The numbers that actually matter aren't complicated. But they do require someone to be tracking them consistently:
- Where does churn spike by price point? At what tier do you start losing customers faster than you'd expect?
- Which segments generate the most revenue relative to cost? ARPU alone doesn't tell you this - you need to layer in service cost and lifetime.
- What's actually converting in your upsell flow? Which nudges work, for which customers, at which stage of the relationship?
- How does demand shift when price moves? Even rough elasticity data changes how you think about where headroom exists.
When these are tracked, pricing stops being a debate and starts being a process.

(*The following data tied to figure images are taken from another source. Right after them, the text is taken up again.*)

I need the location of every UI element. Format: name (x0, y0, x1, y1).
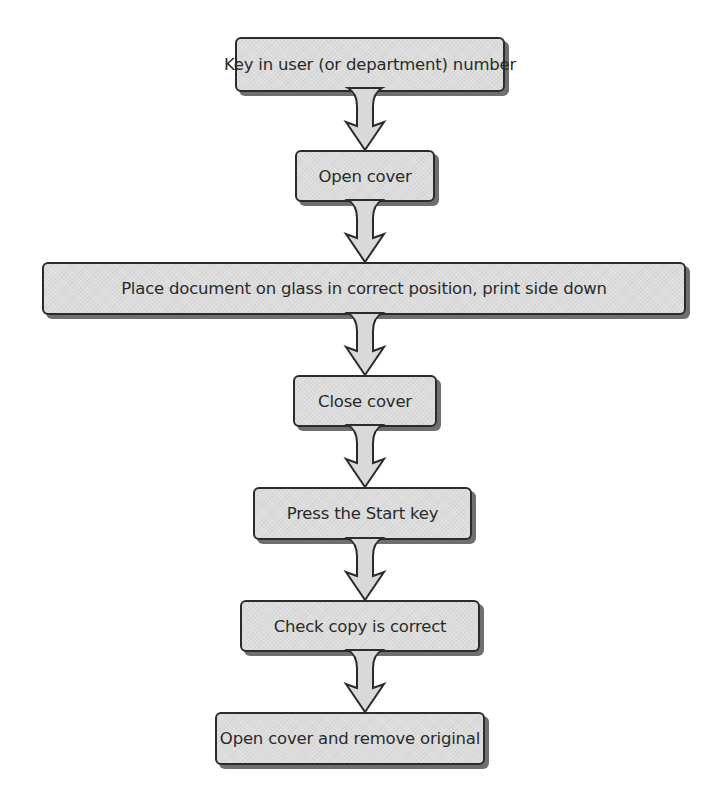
step-close-cover: Close cover (293, 375, 437, 427)
down-arrow-icon (346, 425, 384, 487)
step-open-cover: Open cover (295, 150, 435, 202)
down-arrow-icon (346, 313, 384, 375)
step-place-document: Place document on glass in correct posit… (42, 262, 686, 315)
step-label: Press the Start key (287, 504, 439, 523)
step-label: Key in user (or department) number (224, 55, 516, 74)
step-label: Open cover (318, 167, 411, 186)
down-arrow-icon (346, 650, 384, 712)
step-check-copy: Check copy is correct (240, 600, 480, 652)
down-arrow-icon (346, 88, 384, 150)
step-label: Place document on glass in correct posit… (121, 279, 607, 298)
flowchart-diagram: Key in user (or department) number Open … (0, 0, 724, 806)
down-arrow-icon (346, 200, 384, 262)
step-label: Open cover and remove original (220, 729, 480, 748)
step-label: Close cover (318, 392, 412, 411)
step-key-in-user-number: Key in user (or department) number (235, 37, 505, 92)
step-remove-original: Open cover and remove original (215, 712, 485, 765)
step-label: Check copy is correct (274, 617, 447, 636)
down-arrow-icon (346, 538, 384, 600)
step-press-start-key: Press the Start key (253, 487, 472, 540)
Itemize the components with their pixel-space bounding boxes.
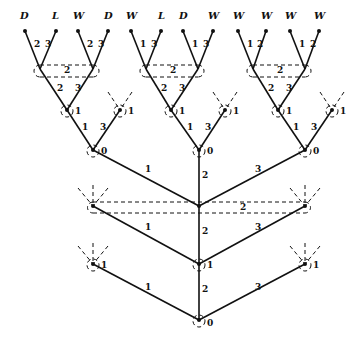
node-label: 0 — [207, 146, 213, 156]
info-set-label: 2 — [170, 65, 176, 75]
edge-label: 2 — [161, 83, 167, 93]
node-label: 1 — [75, 106, 81, 116]
leaf-label: L — [51, 10, 59, 21]
leaf-label: D — [103, 10, 113, 21]
node-label: 0 — [313, 146, 319, 156]
edge-label: 1 — [145, 222, 151, 232]
node-label: 1 — [340, 106, 346, 116]
node-label: 1 — [233, 106, 239, 116]
edge-label: 2 — [202, 170, 208, 180]
edge-label: 3 — [151, 39, 157, 49]
node-label: 1 — [128, 106, 134, 116]
edge-label: 1 — [247, 39, 253, 49]
leaf-label: D — [19, 10, 29, 21]
edge-label: 1 — [140, 39, 146, 49]
edge-label: 1 — [299, 39, 305, 49]
edge-label: 3 — [205, 122, 211, 132]
edge-label: 3 — [75, 83, 81, 93]
edge-label: 1 — [145, 164, 151, 174]
edge-label: 2 — [57, 83, 63, 93]
edge-label: 3 — [286, 83, 292, 93]
leaf-label: W — [285, 10, 298, 21]
leaf-label: L — [157, 10, 165, 21]
leaf-label: W — [261, 10, 274, 21]
leaf-label: W — [208, 10, 221, 21]
lower-edges: 1 2 3 — [93, 206, 305, 264]
leaf-label: W — [314, 10, 327, 21]
edge-label: 1 — [82, 122, 88, 132]
edge-label: 2 — [257, 39, 263, 49]
level3-edges: 1 3 1 3 1 3 — [67, 110, 332, 150]
edge-label: 3 — [255, 164, 261, 174]
edge-label: 3 — [100, 122, 106, 132]
leaf-label: W — [233, 10, 246, 21]
info-set-label: 2 — [277, 65, 283, 75]
edge-label: 2 — [87, 39, 93, 49]
info-set-label: 2 — [240, 202, 246, 212]
leaf-edges — [23, 29, 321, 69]
edge-label: 3 — [203, 39, 209, 49]
leaf-labels: D L W D W L D W W W W W — [19, 10, 327, 21]
level4-nodes: 0 0 0 — [87, 145, 319, 157]
node-label: 0 — [207, 318, 213, 328]
level3-nodes: 1 1 1 1 1 1 — [61, 92, 346, 117]
top-information-sets: 2 2 2 — [34, 65, 311, 77]
info-set-label: 2 — [64, 65, 70, 75]
middle-edges: 1 2 3 — [93, 150, 305, 206]
edge-label: 2 — [202, 284, 208, 294]
root-edges: 1 2 3 — [93, 264, 305, 320]
node-label: 1 — [207, 260, 213, 270]
edge-label: 1 — [187, 122, 193, 132]
edge-label: 1 — [192, 39, 198, 49]
edge-label: 2 — [34, 39, 40, 49]
leaf-label: W — [73, 10, 86, 21]
edge-label: 3 — [98, 39, 104, 49]
node-label: 1 — [313, 260, 319, 270]
edge-label: 2 — [268, 83, 274, 93]
edge-label: 3 — [311, 122, 317, 132]
leaf-label: W — [126, 10, 139, 21]
edge-label: 2 — [310, 39, 316, 49]
leaf-label: D — [178, 10, 188, 21]
level2-edges: 2 3 2 3 2 3 — [40, 69, 305, 110]
edge-label: 1 — [145, 282, 151, 292]
edge-label: 3 — [45, 39, 51, 49]
node-label: 1 — [179, 106, 185, 116]
node-label: 1 — [286, 106, 292, 116]
edge-label: 3 — [179, 83, 185, 93]
edge-label: 2 — [202, 226, 208, 236]
edge-label: 3 — [255, 282, 261, 292]
leaf-edge-labels: 2 3 2 3 1 3 1 3 1 2 1 2 — [34, 39, 316, 49]
game-tree-diagram: D L W D W L D W W W W W 2 3 2 3 1 3 1 3 — [0, 0, 364, 344]
edge-label: 3 — [255, 222, 261, 232]
edge-label: 1 — [293, 122, 299, 132]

Each decision informs the next. You start to see, clearly, where price and value are aligned - and where the gap is silently costing you.
What I've learned from getting this wrong
The honest version of this isn't "here are three frameworks that always work." It's more like: these things work when you apply them patiently, and the biggest obstacle is usually internal.
People are attached to prices. A price that's been in place for two years starts to feel like a decision that's already been made. Revisiting it feels risky. What if customers push back? What if it breaks something?
But the bigger risk, in my experience, is the one nobody talks about in the meeting - what revenue is quietly going uncaptured because pricing hasn't been treated as a living part of the strategy.
How pricing usually gets treated
Set it. Leave it. Revisit it when something breaks. Defend it when questioned. Discount it when results disappoint.
How pricing should get treated
Review it regularly. Track the signals that tell you when it's drifting. Treat it as a system that needs maintenance - not a decision that's already been made.
Whether you're in telecom, SaaS, eCommerce, or healthcare - the principle holds. Pricing isn't just how you monetise. It's how you communicate what your product is worth. And if that communication is unclear, inconsistent, or just... old - no amount of acquisition spend will make up for what you're losing at the other end. The good news is that fixing it rarely requires a new product. It usually just requires someone willing to look at the pricing seriously, probably for the first time in a while.